Should the state pension age be raised above 66? Have your say
A review into raising the state pension age is needed to ensure the system is "sustainable and affordable for generations to come", Rachel Reeves has said.
Speaking to reporters on Tuesday, the chancellor said that as life expectancy increases, it is "right" to look at the age at which people can begin receiving their state pension.
The state pension age is currently 66, rising to 67 by 2028, and to 68 between 2044 and 2046, although some have suggested this date could be brought forward.
By the 2070s, the number of pensioners in the UK is expected to have increased by more than 50%, while the working age population will have only grown by around 10%, work and pensions secretary Liz Kendall said as she announced a separate review into pensions adequacy.
This clearly puts pressure on the government, with the Treasury spending around £138bn on the state pension last year, equivalent to 5% of GDP. The Office for Budget Responsibility (OBR) expects this to rise to 7.7% by the early 2070s.
Head of public policy at AJ Bell, Rachel Vahey, said an ageing population "places an increasing burden on taxpayers", and that while future governments may hope for an "improved economy and growing tax receipts", this "can't be guaranteed".
The Institute for Fiscal Studies claimed increasing the state pension age is a "coherent response" to people living longer, but warned it "affects poorer people more, as well as those who find it more difficult to remain in paid work at older ages".
It said any savings from delaying payouts should be "recycled into making universal credit more generous for those in the run-up to that age".
Disabilities and caring responsibilities in older age, which could leave people unable to work, is also a consideration, with the International Longevity Centre UK noting that these factors "vary significantly by region and social class".
But what do you think, is raising the state pension age inevitable? Or do you think the current level of 66 strikes a fair balance? Let us know in the polls below.
The "elephant in the room", as Vahey describes it, is that the state pension age is "just one lever government has to help manage the cost of the state pension".
The other is reforming the triple lock, a cast-iron guarantee that state pensions will rise every year by 2.5%, CPI inflation, or the rise in average earnings, whichever is highest.
Yesterday Kendall said that the triple lock is "out of scope" of the newly resurrected Pensions Commission, which will be leading a review into the adequacy of the pensions system.
Labour has already committed to keeping the triple lock, which first came into force in 2011, for the entirety of this Parliament.
This puts considerable pressure on the Treasury's finances, however, with the OBR expecting the annual cost of this policy to reach £15.5bn by 2030.
It said spending on the policy has risen by as much as three times the figure projected in 2012 and questioned whether taxpayers can realistically continue paying for it.
'The UK cannot afford the array of promises that it has made to the public,' the fiscal watchdog's chairman Richard Hughes said.
It would be wrong to scrap the pensions triple lock to cover the cost of spiralling welfare.Pensioners on fixed incomes shouldn't pay the price for a broken system. pic.twitter.com/Izta0xiZOt
— Sir Alec Shelbrooke MP (@AlecShelbrooke) July 21, 2025
'Precisely what the government does in response to these pressures and the choices that ultimately every country is going to have to make about how they afford their welfare states and their wider public services commitments are issues for politicians.'
However, supporters of the triple lock said it helps improve the adequacy of retirement incomes for current and future pensioners, particularly those on lower incomes.
A Commons research briefing added that the UK state pension is "low in an international context", with separate Parliamentary figures showing an overall 55.4% replacement rate of pre-retirement earnings from mandatory pensions, compared to an average of 61.4% among similar economies.
The government may have tied its hands for now on this issue, but Vahey said that if the newly announced review calls for the state pension age timetable to be accelerated, it "could provide some cover for future governments to look at reforming the triple lock" to avert more dramatic rises.Come back on Friday to read the results and analysis via the link below.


» YOUR ASSIGNMENT
Give back every record below precisely as written.

Data records:
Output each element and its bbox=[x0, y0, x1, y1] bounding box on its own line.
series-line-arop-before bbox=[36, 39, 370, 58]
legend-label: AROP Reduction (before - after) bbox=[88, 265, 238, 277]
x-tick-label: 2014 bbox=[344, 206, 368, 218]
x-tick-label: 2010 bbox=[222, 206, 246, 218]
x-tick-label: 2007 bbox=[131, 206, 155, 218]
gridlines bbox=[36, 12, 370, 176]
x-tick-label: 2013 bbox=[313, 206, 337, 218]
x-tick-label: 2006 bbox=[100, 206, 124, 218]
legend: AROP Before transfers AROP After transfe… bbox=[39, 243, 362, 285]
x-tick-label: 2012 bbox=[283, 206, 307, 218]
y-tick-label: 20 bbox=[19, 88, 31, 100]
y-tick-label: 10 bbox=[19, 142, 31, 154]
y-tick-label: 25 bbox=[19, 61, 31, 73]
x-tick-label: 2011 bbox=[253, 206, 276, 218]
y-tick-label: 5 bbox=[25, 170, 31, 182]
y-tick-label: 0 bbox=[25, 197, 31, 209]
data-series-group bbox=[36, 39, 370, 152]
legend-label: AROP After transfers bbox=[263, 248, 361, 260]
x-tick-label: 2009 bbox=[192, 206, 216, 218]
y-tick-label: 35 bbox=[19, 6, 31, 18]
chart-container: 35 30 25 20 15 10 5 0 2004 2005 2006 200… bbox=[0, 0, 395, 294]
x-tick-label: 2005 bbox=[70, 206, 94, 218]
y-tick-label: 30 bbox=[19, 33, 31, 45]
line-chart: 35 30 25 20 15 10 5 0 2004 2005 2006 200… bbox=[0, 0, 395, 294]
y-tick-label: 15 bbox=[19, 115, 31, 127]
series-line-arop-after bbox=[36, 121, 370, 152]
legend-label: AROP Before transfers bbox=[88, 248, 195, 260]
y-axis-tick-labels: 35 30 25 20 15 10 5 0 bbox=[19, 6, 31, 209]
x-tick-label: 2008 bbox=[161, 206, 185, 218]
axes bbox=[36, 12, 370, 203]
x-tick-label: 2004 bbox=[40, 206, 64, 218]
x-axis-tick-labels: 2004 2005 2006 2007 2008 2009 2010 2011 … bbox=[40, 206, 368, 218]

» EXERCISE RESPONSE
Output each element and its bbox=[x0, y0, x1, y1] bounding box on its own line.
series-line-arop-before bbox=[36, 39, 370, 58]
legend-label: AROP Reduction (before - after) bbox=[88, 265, 238, 277]
x-tick-label: 2014 bbox=[344, 206, 368, 218]
x-tick-label: 2010 bbox=[222, 206, 246, 218]
x-tick-label: 2007 bbox=[131, 206, 155, 218]
gridlines bbox=[36, 12, 370, 176]
x-tick-label: 2013 bbox=[313, 206, 337, 218]
x-tick-label: 2006 bbox=[100, 206, 124, 218]
legend: AROP Before transfers AROP After transfe… bbox=[39, 243, 362, 285]
x-tick-label: 2012 bbox=[283, 206, 307, 218]
y-tick-label: 20 bbox=[19, 88, 31, 100]
y-tick-label: 10 bbox=[19, 142, 31, 154]
y-tick-label: 25 bbox=[19, 61, 31, 73]
x-tick-label: 2011 bbox=[253, 206, 276, 218]
y-tick-label: 5 bbox=[25, 170, 31, 182]
y-tick-label: 0 bbox=[25, 197, 31, 209]
data-series-group bbox=[36, 39, 370, 152]
legend-label: AROP After transfers bbox=[263, 248, 361, 260]
x-tick-label: 2009 bbox=[192, 206, 216, 218]
y-tick-label: 35 bbox=[19, 6, 31, 18]
chart-container: 35 30 25 20 15 10 5 0 2004 2005 2006 200… bbox=[0, 0, 395, 294]
x-tick-label: 2005 bbox=[70, 206, 94, 218]
y-tick-label: 30 bbox=[19, 33, 31, 45]
line-chart: 35 30 25 20 15 10 5 0 2004 2005 2006 200… bbox=[0, 0, 395, 294]
y-tick-label: 15 bbox=[19, 115, 31, 127]
series-line-arop-after bbox=[36, 121, 370, 152]
legend-label: AROP Before transfers bbox=[88, 248, 195, 260]
y-axis-tick-labels: 35 30 25 20 15 10 5 0 bbox=[19, 6, 31, 209]
x-tick-label: 2008 bbox=[161, 206, 185, 218]
axes bbox=[36, 12, 370, 203]
x-tick-label: 2004 bbox=[40, 206, 64, 218]
x-axis-tick-labels: 2004 2005 2006 2007 2008 2009 2010 2011 … bbox=[40, 206, 368, 218]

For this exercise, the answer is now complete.